Two nights in a row I sat in a darkened room and watched, and especially heard, great stories of enduring power brought to life as vivid as that of the most dramatic current headlines. More so, actually, since the only reason we’re still rehearsing these millennia-old plots is because they are so dead-on. Savvy opera composers have long known that a sure-fire libretto can emerge from these stories. Stories that have long since proved their universal applicability will find a target in virtually every human heart.

So it was on Wednesday evening at the Manhattan School of Music and on Thursday evening at the Metropolitan Opera House.

I remember once in my youth having made some ill-considered, boiler-plate remark about music as a universal language, only to be told that, for disproof of that idea one need look no further than the reputations of Reger in Germany and of Fauré in France, where they occupy a status reserved for Bach in the United States. While, at this date, Fauré’s passport gets a good deal more use than Reger’s does, he owes his mobility mostly to the songs and above all to the early and atypical Requiem. His late and mature opera Pénélope is not much heard in comparison, and it was good to encounter it in fine shape at the MSM. This will never be a wildly popular piece, and Fauré must have known that he was composing a kind of twentieth-century musica reservata. But for those who can do without a lot of action and can bask in the sublime for a couple of hours, this is an opera to treasure. There are to be two more performances of this production, and I recommend it to all who are within reach of it.

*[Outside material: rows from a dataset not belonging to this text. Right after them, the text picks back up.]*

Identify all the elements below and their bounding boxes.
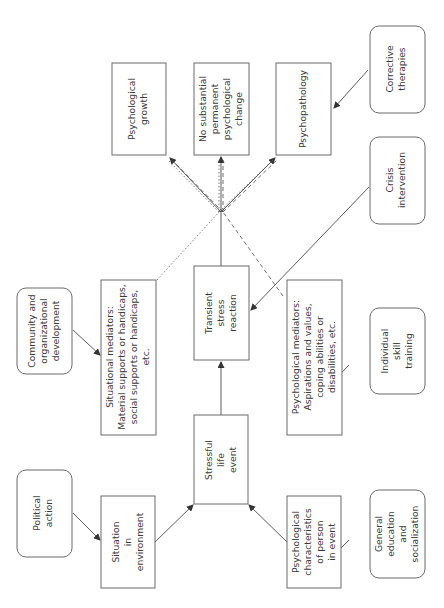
label-line: stress — [215, 299, 226, 326]
label-line: Stressful — [203, 440, 214, 480]
label-line: education — [385, 511, 396, 557]
label-line: Psychological mediators: — [290, 300, 301, 414]
label-line: social supports or handicaps, — [128, 290, 139, 424]
node-psych-characteristics: Psychological characteristics of person … — [287, 496, 341, 588]
edge-situation-to-event — [155, 505, 193, 542]
node-transient-stress: Transient stress reaction — [194, 266, 249, 360]
node-political-action: Political action — [17, 470, 72, 557]
label-line: therapies — [396, 47, 407, 91]
label-line: socialization — [409, 505, 420, 562]
label-line: General — [373, 516, 384, 552]
label-line: Aspirations and values, — [302, 303, 313, 410]
label-line: etc. — [140, 348, 151, 365]
diagram-canvas: Political action Situation in environmen… — [0, 0, 444, 608]
label-line: Psychopathology — [297, 69, 308, 148]
label-line: Crisis — [384, 167, 395, 192]
label-line: of person — [314, 520, 325, 563]
label-line: Individual — [379, 329, 390, 374]
label-line: skill — [391, 342, 402, 360]
label-line: event — [227, 447, 238, 474]
label-line: Psychological — [126, 78, 137, 140]
dotted-to-psychopathology — [219, 160, 273, 212]
label-line: Situation — [110, 521, 121, 562]
node-general-education: General education and socialization — [370, 490, 425, 578]
label-line: life — [215, 453, 226, 467]
edge-corrective-to-psychopathology — [334, 70, 368, 108]
label-line: environment — [134, 512, 145, 571]
label-line: Political — [31, 495, 42, 530]
label-line: and — [397, 525, 408, 542]
label-line: training — [403, 333, 414, 369]
label-line: disabilities, etc. — [326, 321, 337, 393]
node-individual-skill: Individual skill training — [370, 308, 425, 394]
edge-characteristics-to-event — [249, 505, 287, 542]
label-line: characteristics — [302, 508, 313, 576]
label-line: organizational — [38, 298, 49, 363]
node-community-development: Community and organizational development — [17, 288, 72, 374]
label-line: in — [122, 538, 133, 547]
label-line: psychological — [221, 78, 232, 140]
label-line: Transient — [203, 292, 214, 335]
label-line: permanent — [209, 83, 220, 134]
label-line: growth — [138, 93, 149, 125]
label-line: change — [233, 92, 244, 126]
node-psychological-mediators: Psychological mediators: Aspirations and… — [287, 280, 342, 435]
label-line: development — [50, 300, 61, 361]
label-line: intervention — [396, 152, 407, 208]
label-line: Situational mediators: — [104, 306, 115, 408]
label-line: coping abilities or — [314, 316, 325, 398]
node-crisis-intervention: Crisis intervention — [370, 137, 425, 224]
edge-community-to-situational — [73, 330, 100, 355]
label-line: Material supports or handicaps, — [116, 284, 127, 430]
node-corrective-therapies: Corrective therapies — [370, 26, 425, 113]
label-line: Community and — [26, 294, 37, 367]
node-situation-in-environment: Situation in environment — [101, 496, 155, 588]
dashed-to-psychopathology — [223, 160, 277, 212]
label-line: No substantial — [197, 76, 208, 142]
label-line: Psychological — [290, 511, 301, 573]
node-psych-growth: Psychological growth — [112, 63, 166, 155]
label-line: reaction — [227, 294, 238, 332]
node-psychopathology: Psychopathology — [276, 63, 331, 155]
edge-hub-to-psychopathology — [221, 158, 275, 212]
label-line: action — [43, 499, 54, 527]
node-situational-mediators: Situational mediators: Material supports… — [101, 280, 156, 435]
label-line: Corrective — [384, 45, 395, 93]
node-stressful-life-event: Stressful life event — [194, 415, 248, 504]
label-line: in event — [326, 523, 337, 561]
dotted-to-growth — [168, 160, 219, 212]
node-no-change: No substantial permanent psychological c… — [194, 63, 249, 155]
edge-political-to-situation — [73, 513, 100, 540]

Of course one reason that the story of Faithful Penelope, as my first-year Latin textbook always called her, is so rewarding is because an expectation is relentlessly built up, meditated upon, made the hearer’s own, and then rewarded. It is not just the expectation that Penelope will be reunited with her Ulysses, for we’ve known all evening that that event was already set up with the arrival of the disguised king. Whether we allow ourselves to realize it fully or not, what we are really waiting for, as we admire the heroine’s constancy and bathe in Fauré’s chaste opulence, is the slaughter of those annoying anti-Ulysses suitors. This is the real climax of the action, and the inevitable love-duet afterwards is, in plot terms, a victory lap just as much as the final “Lets be merry” chorus of Figaro is.

In Strauss’s Elektra, while the return of the wandering Orestes is longed for, what we really are building up to is the violent murder of the mother and her guilty spouse. We are asked to join Elektra in the most nakedly bloodthirsty suspense. And just as the music of Fauré leads us into a female mind of the utmost refinement and gentleness, that of Strauss invites us to the most primitive kind of vengeful rage and unmitigated hate. The Met’s first presentation of its current revival of the work was pretty overwhelming — largely due to the orchestral playing and the magisterial Klytemnestra of Felicity Palmer.

Clytemnestra is of course the reverse-image of Penelope: she’s the unfaithful wife upon whom revenge must be taken by her children. Oh, dear. These Greeks really did know how to lead us into subjects and psychological situations we’d rather avoid, didn’t they?